This stance does not mean
they
are
saved-just
that
they
are
open
to
help
from God. For those who are not
poor
to be
poor
in
spirit
as well
requires
that
they learn from an attitude to God which is seen
among poor people, especially
those who
respond
to God.
The cumulative force of this biblical material is that it is
imperative for the witness of the
global
church that it is characterized
by relationships
between churches in different cultural
settings
in which
1) people
are free to set the
agenda
and work out the nature and
meaning of Christian faith and witness in their own contexts in obedience to the Scriptures,
and
2)
those who are not
poor
learn from those who are poor
who
respond
to the
good
news of the
gospel
about the
meaning
of the
good
news.
The
essays
on Pentecostal
missiology
in the
previous
issue of PNEZIMA, with the one exception that
I have
noted,
do not
appear
to me
adequately
to reflect this biblical
perspective
on the nature of the inter-cultural and cross-cultural witness of the church.
Moreover,
in Christian
discipleship
we learn most from
people
unlike ourselves.
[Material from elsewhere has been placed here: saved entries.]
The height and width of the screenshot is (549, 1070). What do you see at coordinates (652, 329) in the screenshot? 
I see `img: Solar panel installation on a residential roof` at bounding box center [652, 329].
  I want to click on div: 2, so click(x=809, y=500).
So the
question
that raises its head is where in the
essays
is a sense that the Pentecostal church in North America
might
learn from Christian fellowships
in other countries?
2 For a fuller discussion of this theme, see the author’s “What is Good about Good News to the Poor,” in AD 2000 and Beyond, A Mission Agenda, eds. Vinay Samuel and Chris
Sugden (Oxford: Regnum Books, 1991). For a full discussion of the biblical material, see “Christian Witness to the Urban Poor” (Lausanne Committee for World
Evangelisation, 1990)
and
Vinay
Samuel and Chris
Sugden, eds., Evangelism
and the Poor: A Third World Study Guide (Exeter: Paternoster Press, 1984).